“XILINX Open Hardware 2017” – PhD category Winner

At NECSTLab, we are happy for the new achievement: on 31 August, at the XILINX Open Hardware 2017, the project “N-BObbiDY boo: Magic Acceleration of N-Body Simulation” by Emanuele Del Sozzo, Marco Rabozzi, Marco Nanni, won the PhD category.

An abstract from this project: N-Body simulation is the process that describes the evolution of a system of forces that is composed of N particles. It is a highly important process in physics as it is as general that it can describe the behavior of multiple particles in fields that range from the astrophysics to molecular dynamics. The main problem with this algorithm is that its most accurate approach, called the All-Pairs method, is particularly compute intensive and pure software implementation on CPUs are inefficient both from a performance and power consumption point of view. An implementation on a hardware accelerator, such as an FPGA, would benefits in both these terms, exploiting a parallel execution at a relative low power profile. Moreover, it would also benefit faster methods with lower computational com- plexity, since many of them exploit different methodologies based on the All-Pairs approach to approximate the calculation of forces.
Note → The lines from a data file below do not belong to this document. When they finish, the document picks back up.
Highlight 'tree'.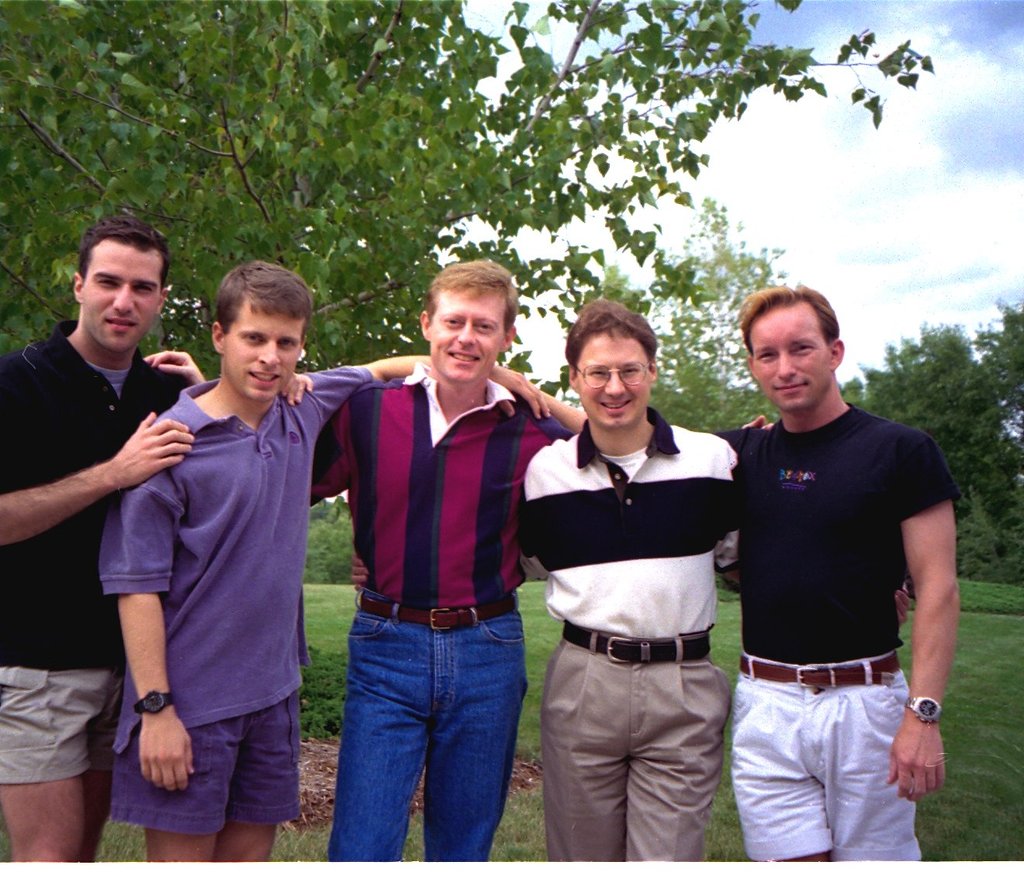
Highlighted region: l=0, t=2, r=943, b=371.
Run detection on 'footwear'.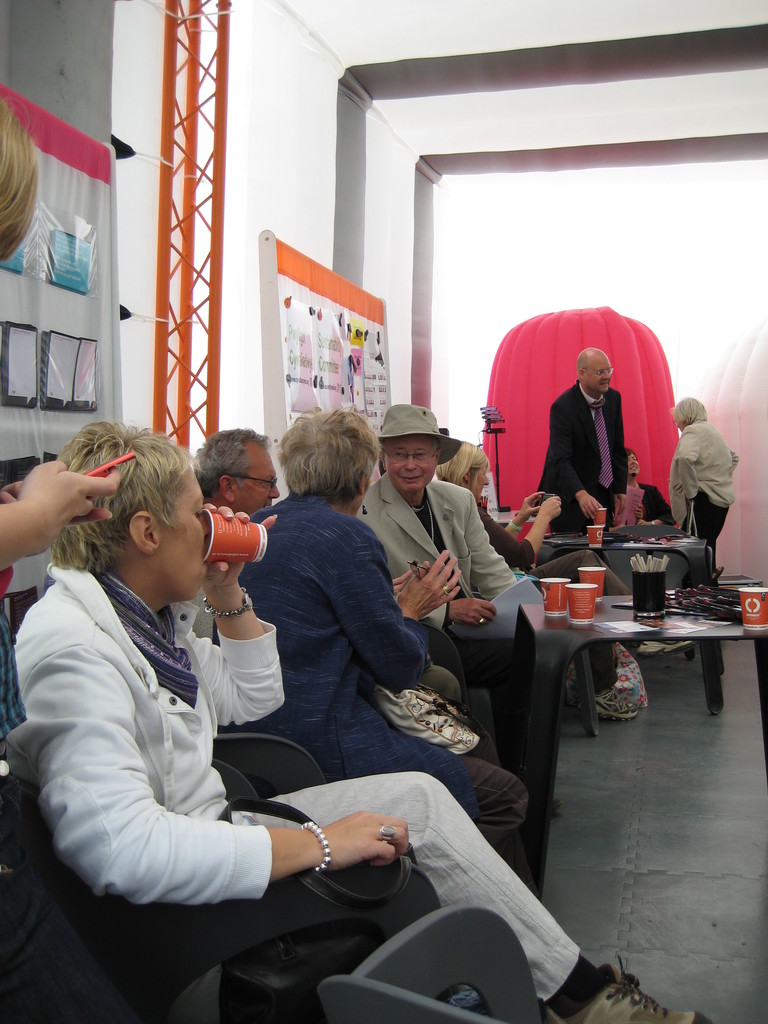
Result: detection(543, 972, 705, 1023).
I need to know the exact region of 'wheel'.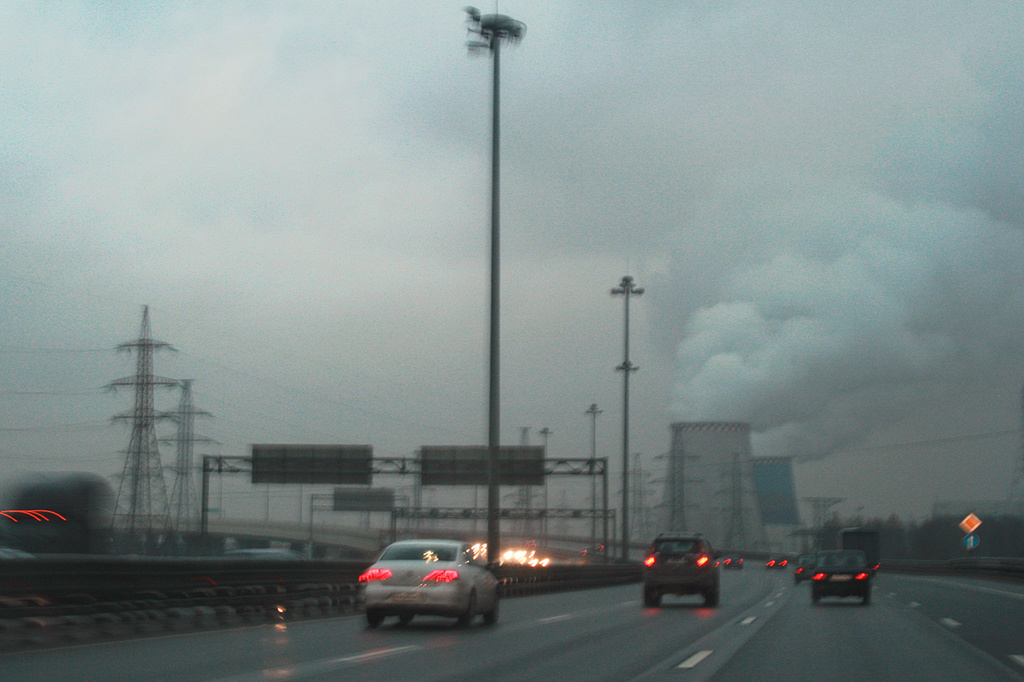
Region: Rect(813, 594, 825, 611).
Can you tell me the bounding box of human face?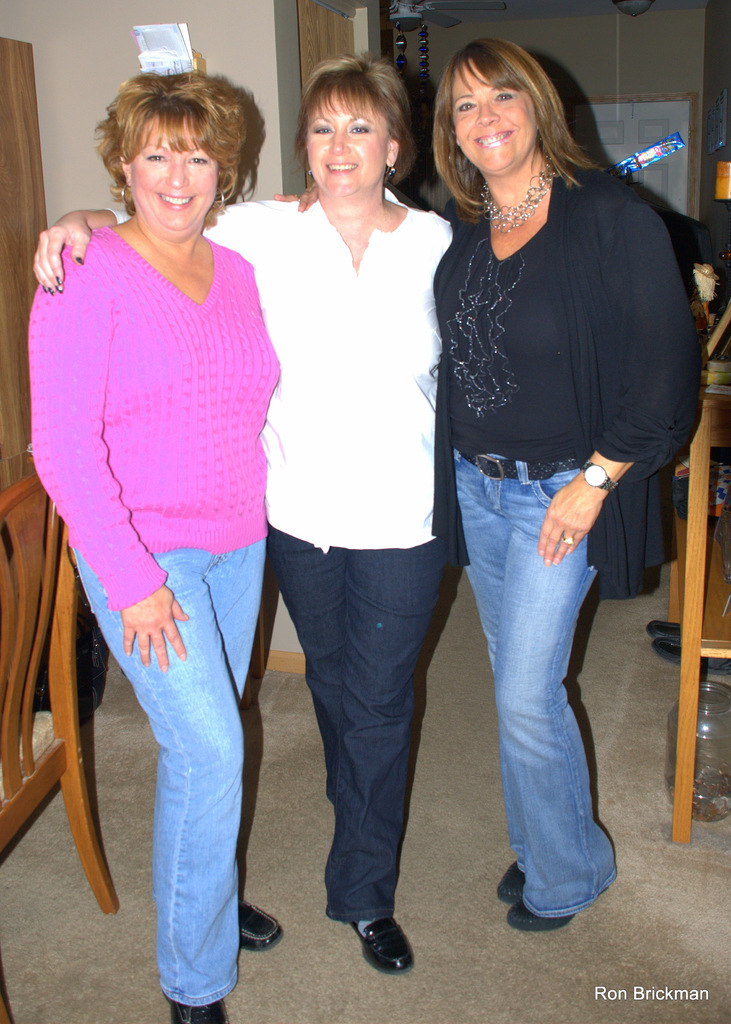
left=122, top=109, right=231, bottom=225.
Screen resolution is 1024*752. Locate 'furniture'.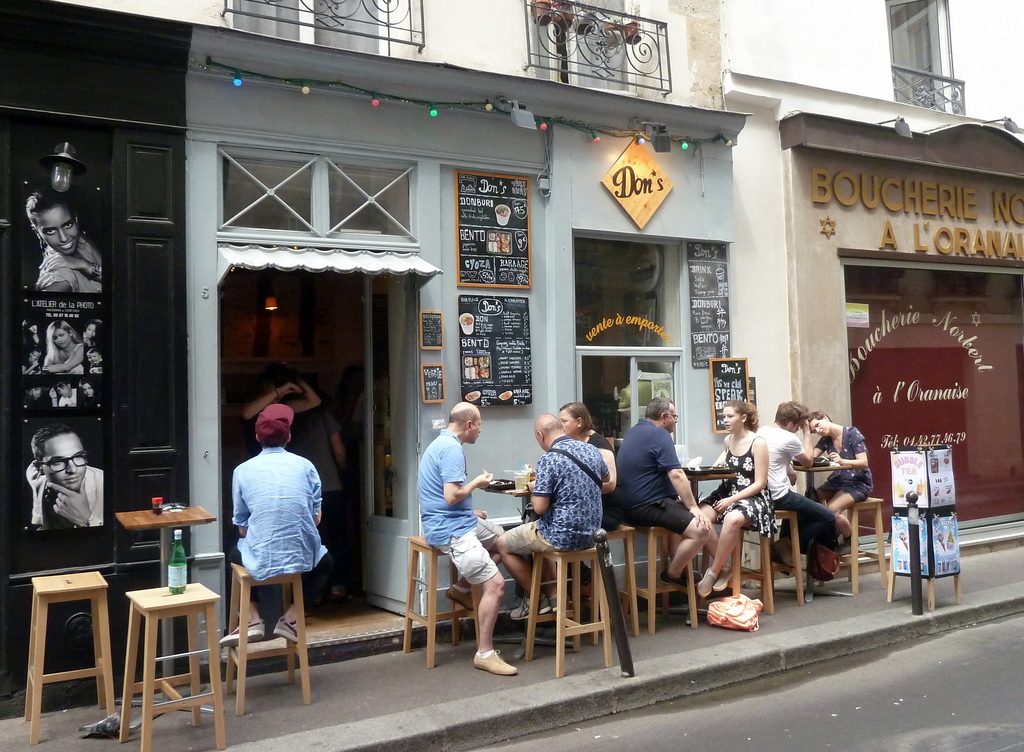
{"left": 31, "top": 573, "right": 118, "bottom": 747}.
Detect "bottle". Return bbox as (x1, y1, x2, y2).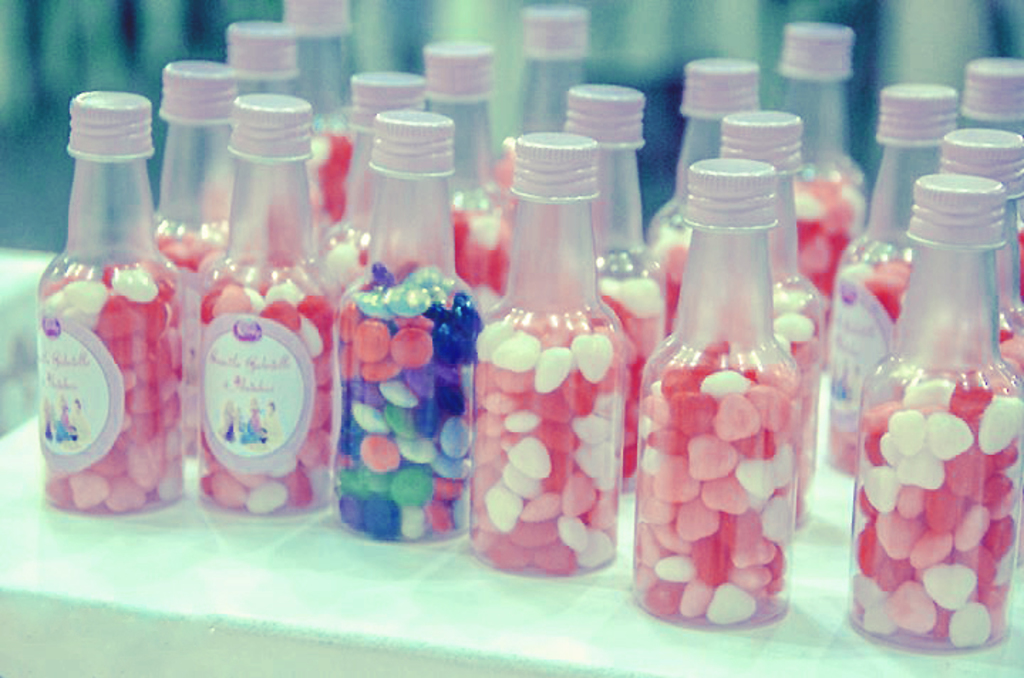
(260, 0, 364, 107).
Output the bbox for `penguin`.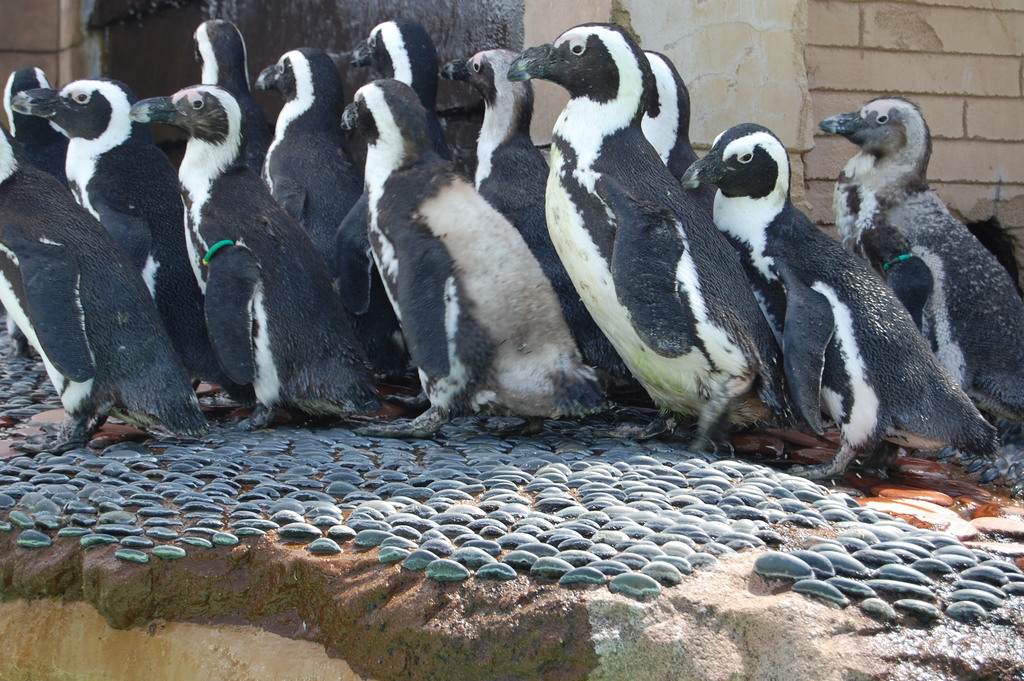
[x1=520, y1=28, x2=793, y2=458].
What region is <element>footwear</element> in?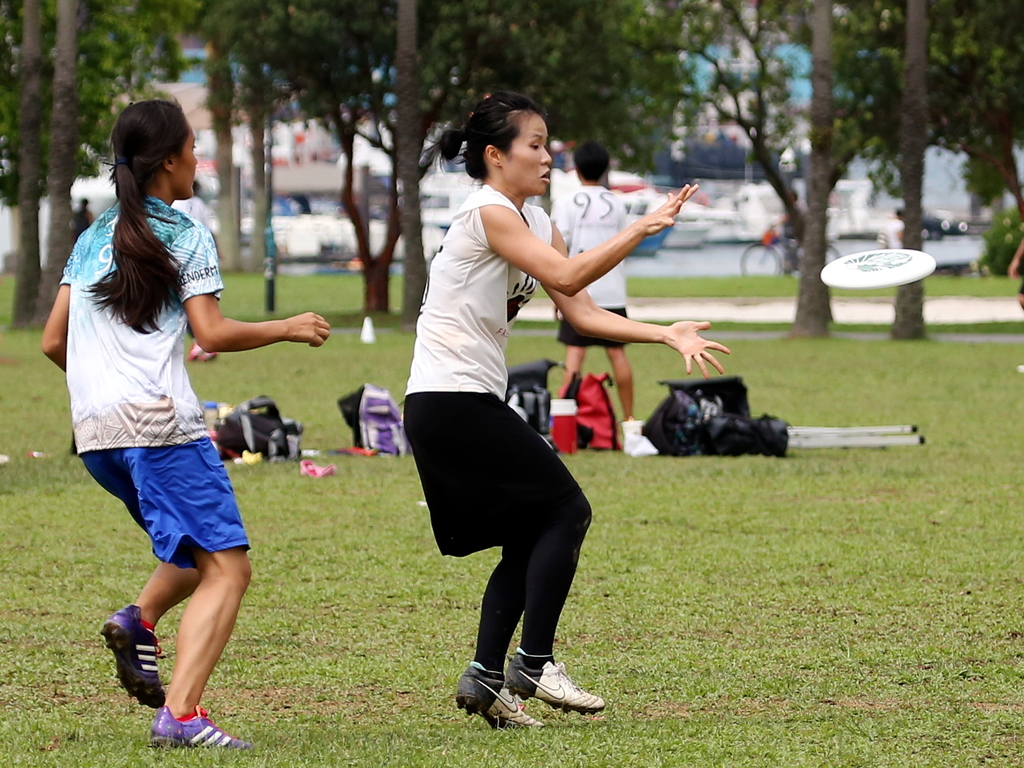
506, 647, 605, 710.
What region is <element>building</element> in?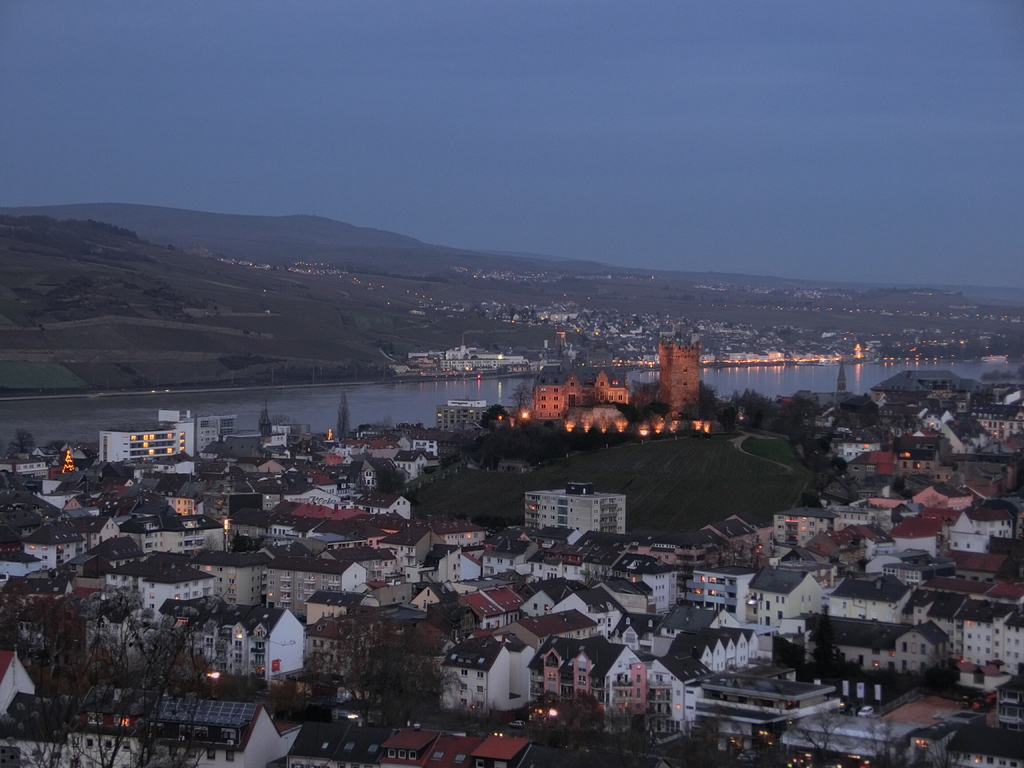
[left=535, top=362, right=630, bottom=418].
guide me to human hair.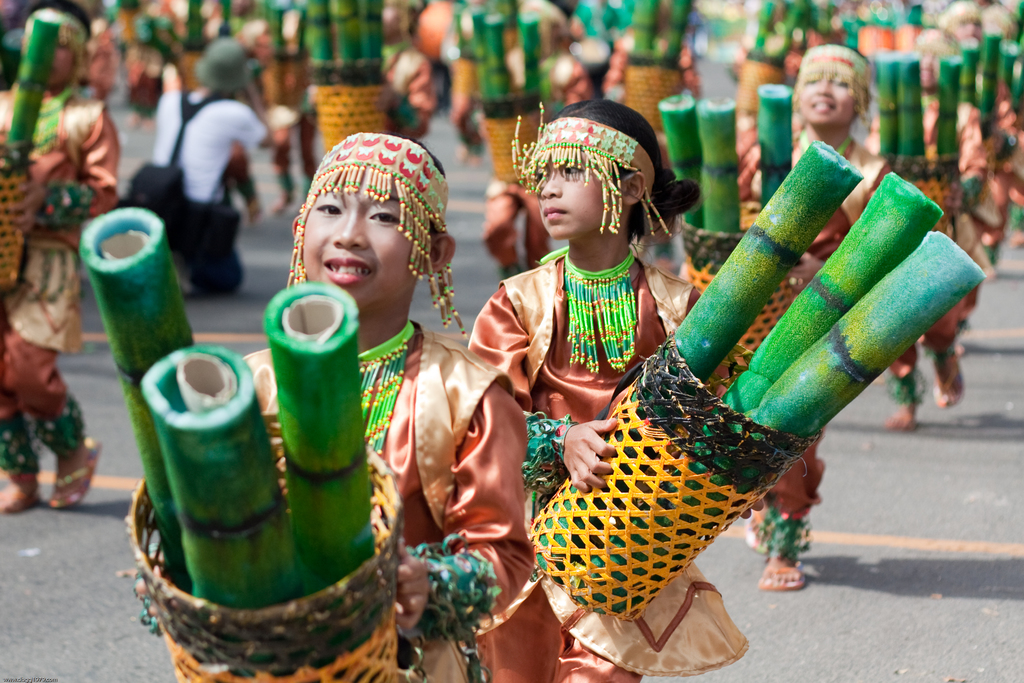
Guidance: 25:0:93:37.
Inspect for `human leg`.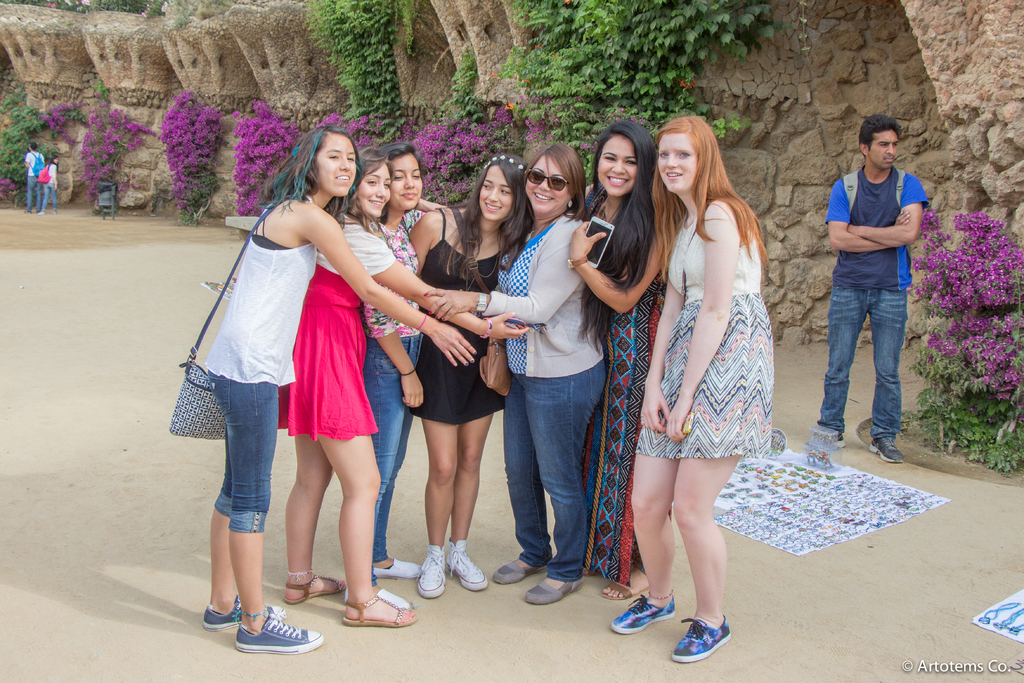
Inspection: locate(355, 329, 408, 609).
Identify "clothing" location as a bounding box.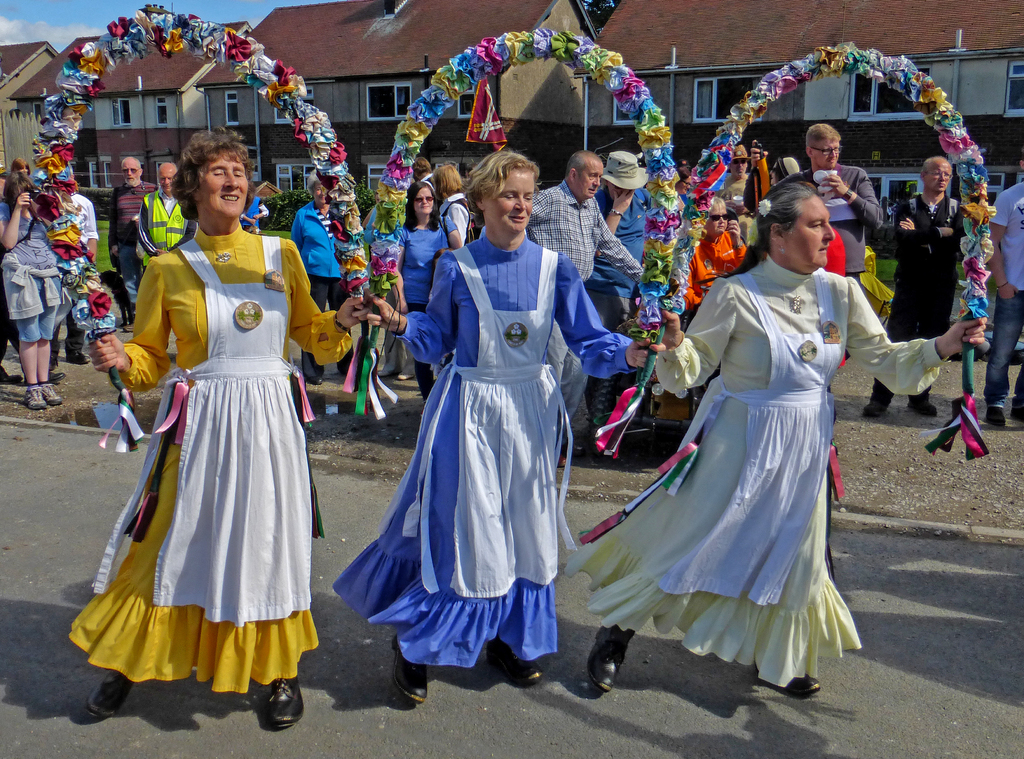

This work proposes a highly scalable, power efficient and high performance hardware architecture for the N-Body All-Pairs simulation problem. Our final im- plementation can scale up to systems with an arbitrary number of bodies thanks to a tiling approach that allows performance in the order of 4400 Mpairs/s, deliv- ering a speedup of 24X (5.7X) with respect to a single-threaded (multi-threaded) O3-optimized CPU implementation, as well as the best performance per watt ratio with respect to CPUs and GPUs implementations in the state of the art.